George B. Magrath presented this lecture describing a typical investigation to the members of the Massachusetts Medico-Legal Society on its meeting on February 1, 1922.
In the 1920s, New England heiress Frances Glessner Lee (d. 1962) became fascinated with the colorful crime-solving career of George Burgess Magrath (1870-1938), the medical examiner for Suffolk County and an instructor in legal medicine at Harvard…
On the evening of November 7, 1916, a streetcar plunged 20 feet off an open drawbridge into the Fort Point Channel, sinking some 30 feet below the surface. There were 47 fatalities and only a handful of survivors. George Burgess Magrath and Timothy…
George B. Magrath’s reputation involved him in some of the most celebrated and notorious criminal trials of the early 20th century, and he performed an examination on Alessandro Berardelli, the guard at the Slater & Morrill Shoe Factory who, along…
George B. Magrath’s reputation involved him in some of the most celebrated and notorious criminal trials of the early 20th century, and he performed an examination on Alessandro Berardelli, the guard at the Slater & Morrill Shoe Factory who, along…
This parody of Rudyard Kipling’s poem “Mandalay” was distributed to the members of the St. Botolph’s Club, where Magrath lived for many years—“Number Four” was the club’s address on Newbury Street at that time.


Your assignment => Transcribe word for word the lines below from the line with "Locate an element on the screen. The image" through the line with "Image resolution: width=712", ends included.

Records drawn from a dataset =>
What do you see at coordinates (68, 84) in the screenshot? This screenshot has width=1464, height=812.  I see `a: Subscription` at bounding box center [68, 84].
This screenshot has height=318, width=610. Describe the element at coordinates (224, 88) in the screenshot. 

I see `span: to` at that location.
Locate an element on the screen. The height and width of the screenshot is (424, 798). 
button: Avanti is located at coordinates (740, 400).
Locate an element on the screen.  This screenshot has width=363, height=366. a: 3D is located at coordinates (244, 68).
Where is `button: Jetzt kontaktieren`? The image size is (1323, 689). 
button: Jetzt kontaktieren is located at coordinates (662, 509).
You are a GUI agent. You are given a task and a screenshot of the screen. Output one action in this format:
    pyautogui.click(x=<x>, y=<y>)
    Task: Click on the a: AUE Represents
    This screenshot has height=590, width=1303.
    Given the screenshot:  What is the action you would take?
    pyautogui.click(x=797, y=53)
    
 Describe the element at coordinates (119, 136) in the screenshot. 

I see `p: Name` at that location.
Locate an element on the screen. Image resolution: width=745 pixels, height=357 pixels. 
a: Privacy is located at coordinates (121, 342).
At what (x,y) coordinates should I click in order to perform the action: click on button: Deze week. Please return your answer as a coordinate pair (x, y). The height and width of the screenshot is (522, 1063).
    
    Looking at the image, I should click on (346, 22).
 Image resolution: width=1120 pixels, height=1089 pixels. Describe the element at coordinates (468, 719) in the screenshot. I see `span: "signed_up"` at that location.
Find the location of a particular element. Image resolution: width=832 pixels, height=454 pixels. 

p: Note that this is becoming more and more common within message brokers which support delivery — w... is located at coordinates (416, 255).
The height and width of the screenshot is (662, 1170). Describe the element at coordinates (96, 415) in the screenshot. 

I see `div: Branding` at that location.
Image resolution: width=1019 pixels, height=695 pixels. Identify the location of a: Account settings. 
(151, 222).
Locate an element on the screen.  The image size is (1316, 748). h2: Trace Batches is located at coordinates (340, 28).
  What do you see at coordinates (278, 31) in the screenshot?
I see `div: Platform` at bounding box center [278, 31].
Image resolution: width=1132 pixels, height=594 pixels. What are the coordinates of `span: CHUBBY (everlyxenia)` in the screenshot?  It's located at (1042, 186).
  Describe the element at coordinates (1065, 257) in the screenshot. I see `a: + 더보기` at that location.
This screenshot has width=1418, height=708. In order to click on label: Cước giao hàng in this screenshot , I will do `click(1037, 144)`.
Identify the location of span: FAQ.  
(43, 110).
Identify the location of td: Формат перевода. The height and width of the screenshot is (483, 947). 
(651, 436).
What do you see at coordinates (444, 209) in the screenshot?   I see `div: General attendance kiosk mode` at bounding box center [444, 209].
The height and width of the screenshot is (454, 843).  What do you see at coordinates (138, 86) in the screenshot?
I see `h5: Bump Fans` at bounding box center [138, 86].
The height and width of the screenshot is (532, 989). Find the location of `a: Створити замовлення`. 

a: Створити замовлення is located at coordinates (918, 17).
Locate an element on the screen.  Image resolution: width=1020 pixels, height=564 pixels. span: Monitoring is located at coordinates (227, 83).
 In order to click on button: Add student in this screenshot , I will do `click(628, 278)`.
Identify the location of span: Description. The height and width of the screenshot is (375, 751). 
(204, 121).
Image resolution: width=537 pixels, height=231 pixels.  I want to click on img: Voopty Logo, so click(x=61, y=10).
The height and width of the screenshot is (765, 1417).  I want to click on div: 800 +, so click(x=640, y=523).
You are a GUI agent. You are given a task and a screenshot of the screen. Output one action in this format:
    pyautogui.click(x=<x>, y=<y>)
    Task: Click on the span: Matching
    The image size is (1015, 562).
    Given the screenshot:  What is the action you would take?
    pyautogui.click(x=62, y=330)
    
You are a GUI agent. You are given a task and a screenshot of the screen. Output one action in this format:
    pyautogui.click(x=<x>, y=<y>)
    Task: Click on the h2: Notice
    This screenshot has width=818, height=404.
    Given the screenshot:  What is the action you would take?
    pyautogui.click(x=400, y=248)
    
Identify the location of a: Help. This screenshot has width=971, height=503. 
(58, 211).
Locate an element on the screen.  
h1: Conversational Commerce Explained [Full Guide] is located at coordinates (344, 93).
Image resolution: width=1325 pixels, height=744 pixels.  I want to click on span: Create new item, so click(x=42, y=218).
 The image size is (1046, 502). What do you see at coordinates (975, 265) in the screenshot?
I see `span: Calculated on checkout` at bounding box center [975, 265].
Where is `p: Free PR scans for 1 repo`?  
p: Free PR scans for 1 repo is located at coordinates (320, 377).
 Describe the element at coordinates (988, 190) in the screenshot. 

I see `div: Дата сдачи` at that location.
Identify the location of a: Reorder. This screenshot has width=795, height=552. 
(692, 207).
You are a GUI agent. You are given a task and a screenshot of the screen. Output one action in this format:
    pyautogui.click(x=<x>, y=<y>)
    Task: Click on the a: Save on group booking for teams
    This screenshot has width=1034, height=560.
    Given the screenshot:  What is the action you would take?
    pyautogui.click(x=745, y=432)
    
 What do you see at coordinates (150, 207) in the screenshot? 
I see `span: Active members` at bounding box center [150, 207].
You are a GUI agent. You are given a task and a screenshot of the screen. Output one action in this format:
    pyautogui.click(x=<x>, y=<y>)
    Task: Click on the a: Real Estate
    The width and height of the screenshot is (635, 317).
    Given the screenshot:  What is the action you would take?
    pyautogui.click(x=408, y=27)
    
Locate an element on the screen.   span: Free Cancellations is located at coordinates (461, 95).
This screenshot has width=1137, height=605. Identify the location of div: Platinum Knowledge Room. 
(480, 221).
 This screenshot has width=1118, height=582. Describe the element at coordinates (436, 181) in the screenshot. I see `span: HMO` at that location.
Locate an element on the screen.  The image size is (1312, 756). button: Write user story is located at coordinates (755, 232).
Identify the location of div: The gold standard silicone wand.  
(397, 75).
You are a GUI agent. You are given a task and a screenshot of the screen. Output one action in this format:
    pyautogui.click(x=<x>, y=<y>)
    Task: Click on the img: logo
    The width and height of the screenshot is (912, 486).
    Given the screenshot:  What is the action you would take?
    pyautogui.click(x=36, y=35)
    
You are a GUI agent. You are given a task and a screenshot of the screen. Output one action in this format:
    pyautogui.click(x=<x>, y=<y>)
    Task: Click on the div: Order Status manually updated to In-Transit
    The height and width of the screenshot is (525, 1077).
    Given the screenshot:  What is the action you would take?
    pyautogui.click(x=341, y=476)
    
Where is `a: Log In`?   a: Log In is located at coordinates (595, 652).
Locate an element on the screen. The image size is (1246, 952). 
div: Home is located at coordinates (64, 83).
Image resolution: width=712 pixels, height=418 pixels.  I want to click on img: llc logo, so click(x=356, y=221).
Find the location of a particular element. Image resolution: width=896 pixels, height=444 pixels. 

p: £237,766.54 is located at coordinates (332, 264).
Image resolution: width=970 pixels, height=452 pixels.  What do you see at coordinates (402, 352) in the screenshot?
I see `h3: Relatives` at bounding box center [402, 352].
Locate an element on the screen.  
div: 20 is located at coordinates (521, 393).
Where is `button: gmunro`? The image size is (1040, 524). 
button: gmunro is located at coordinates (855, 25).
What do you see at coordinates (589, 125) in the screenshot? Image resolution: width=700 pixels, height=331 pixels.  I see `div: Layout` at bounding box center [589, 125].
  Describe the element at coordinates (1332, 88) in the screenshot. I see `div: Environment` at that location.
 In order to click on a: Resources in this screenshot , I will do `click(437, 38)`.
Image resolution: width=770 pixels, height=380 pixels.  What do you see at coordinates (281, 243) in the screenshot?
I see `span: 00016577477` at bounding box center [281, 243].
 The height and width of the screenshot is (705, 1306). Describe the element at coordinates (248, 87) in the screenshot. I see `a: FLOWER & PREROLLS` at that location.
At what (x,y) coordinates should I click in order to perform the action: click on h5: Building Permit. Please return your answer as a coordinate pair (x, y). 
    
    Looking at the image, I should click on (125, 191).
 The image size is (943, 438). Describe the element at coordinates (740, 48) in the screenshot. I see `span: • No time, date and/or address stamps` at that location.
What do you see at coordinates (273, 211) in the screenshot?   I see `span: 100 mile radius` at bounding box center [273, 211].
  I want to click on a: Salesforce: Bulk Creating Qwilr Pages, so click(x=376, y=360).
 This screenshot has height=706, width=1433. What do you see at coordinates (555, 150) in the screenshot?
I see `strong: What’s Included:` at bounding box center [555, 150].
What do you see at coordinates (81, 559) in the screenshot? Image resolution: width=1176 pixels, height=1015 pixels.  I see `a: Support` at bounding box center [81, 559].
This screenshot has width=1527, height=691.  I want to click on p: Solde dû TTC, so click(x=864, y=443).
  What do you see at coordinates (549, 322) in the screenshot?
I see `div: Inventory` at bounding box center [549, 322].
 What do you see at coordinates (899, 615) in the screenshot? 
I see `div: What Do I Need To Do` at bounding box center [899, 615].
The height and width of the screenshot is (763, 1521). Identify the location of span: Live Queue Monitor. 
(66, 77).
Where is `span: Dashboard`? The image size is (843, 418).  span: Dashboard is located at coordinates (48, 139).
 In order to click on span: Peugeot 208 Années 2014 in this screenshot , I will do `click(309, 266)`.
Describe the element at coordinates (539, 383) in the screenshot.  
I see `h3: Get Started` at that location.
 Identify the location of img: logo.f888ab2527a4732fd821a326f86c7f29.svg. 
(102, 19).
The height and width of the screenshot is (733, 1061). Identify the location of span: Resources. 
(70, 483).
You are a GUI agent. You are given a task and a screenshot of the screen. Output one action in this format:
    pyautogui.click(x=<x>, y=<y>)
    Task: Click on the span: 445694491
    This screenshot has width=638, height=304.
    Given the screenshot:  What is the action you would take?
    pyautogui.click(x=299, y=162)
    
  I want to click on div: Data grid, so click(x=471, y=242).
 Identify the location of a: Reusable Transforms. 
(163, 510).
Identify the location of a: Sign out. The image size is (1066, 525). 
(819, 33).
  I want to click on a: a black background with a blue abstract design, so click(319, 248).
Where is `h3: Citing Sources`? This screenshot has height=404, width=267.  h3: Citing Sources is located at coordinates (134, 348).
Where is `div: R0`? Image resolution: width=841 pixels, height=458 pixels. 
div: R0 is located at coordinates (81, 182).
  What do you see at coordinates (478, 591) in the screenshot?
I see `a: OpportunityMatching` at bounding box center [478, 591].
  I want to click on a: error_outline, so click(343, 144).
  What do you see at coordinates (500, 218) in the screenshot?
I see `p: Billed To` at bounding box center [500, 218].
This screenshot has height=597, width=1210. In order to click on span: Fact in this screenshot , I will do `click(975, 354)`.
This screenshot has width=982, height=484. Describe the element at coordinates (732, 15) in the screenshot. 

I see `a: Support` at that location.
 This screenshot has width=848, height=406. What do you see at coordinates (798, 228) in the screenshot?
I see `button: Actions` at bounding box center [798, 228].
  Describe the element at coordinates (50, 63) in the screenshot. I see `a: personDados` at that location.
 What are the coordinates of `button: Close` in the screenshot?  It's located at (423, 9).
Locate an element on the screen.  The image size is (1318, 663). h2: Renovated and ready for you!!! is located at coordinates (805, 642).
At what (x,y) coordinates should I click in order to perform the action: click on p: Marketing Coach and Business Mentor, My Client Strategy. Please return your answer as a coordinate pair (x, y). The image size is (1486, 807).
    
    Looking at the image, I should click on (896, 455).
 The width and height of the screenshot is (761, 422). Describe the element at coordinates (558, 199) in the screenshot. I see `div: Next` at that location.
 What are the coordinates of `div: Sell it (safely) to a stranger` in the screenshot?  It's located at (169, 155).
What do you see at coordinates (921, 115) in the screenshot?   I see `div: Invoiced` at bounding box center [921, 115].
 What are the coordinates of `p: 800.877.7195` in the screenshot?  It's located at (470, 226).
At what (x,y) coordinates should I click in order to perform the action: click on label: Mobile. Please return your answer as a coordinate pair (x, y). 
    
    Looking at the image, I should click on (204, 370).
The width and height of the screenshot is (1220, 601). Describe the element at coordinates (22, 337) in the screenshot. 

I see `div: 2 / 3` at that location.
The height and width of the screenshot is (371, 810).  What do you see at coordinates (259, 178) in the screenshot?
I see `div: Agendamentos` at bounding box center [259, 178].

Response area =>
Locate an element on the screen. The image size is (1246, 952). 
div: Home is located at coordinates (64, 83).
Image resolution: width=712 pixels, height=418 pixels.  I want to click on img: llc logo, so click(x=356, y=221).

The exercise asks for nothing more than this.